Ooooo you are awful
When I gaze back into my dim and distant past, I see a great deal to be embarrassed of. There were the terrible mullets and unflattering fashions (first the baggy loons and then the over-tight drainpipes), the bands I followed, the cherry-brandy I consumed, the girls I didn’t have the nerve to ask out and the lost causes I championed as opposed to the just-causes I didn’t. But what rankles most is the realisation that the younger me was a raging homophobe.
Growing-up in an archetypal northern mill town in the 70s, where Danny La Rue, Liberace, John Inman and Dick Emery provided much of what passed as entertainment, it was accepted wisdom that gays and lesbians were perverts and weirdos.

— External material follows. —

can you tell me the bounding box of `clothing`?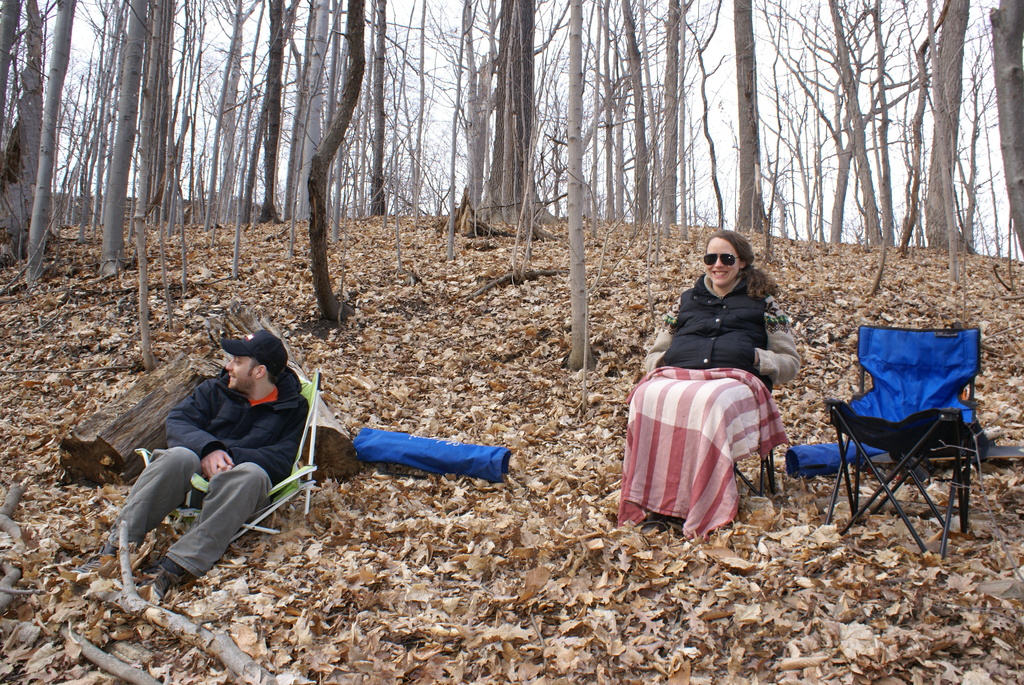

My pals and I, seemingly along with the rest of our society, constantly taunted each other with easy homophobic insults and slights, and I have to admit to carrying this trait on way too long into my ‘adult’ life. And then, sometime later the penny finally dropped, and I realised that we’re all not a million miles away from one-another, with similar and, thankfully, dissimilar tastes in love, life and everything in between that makes it all a bit of a hoot.
To my mind, people all over this country have undergone a similar awakening in recent years. Initially via civil partnership and latterly with legalised gay-marriage, our understanding and acceptance of different lifestyles and cultural norms continues apace. As millions of us now realise, it’s difficult to consciously, or sub-consciously, support discrimination of any sort when you appreciate they’re not some frightening Other but your friends, family, associates, peers and co-workers. And long may this continue.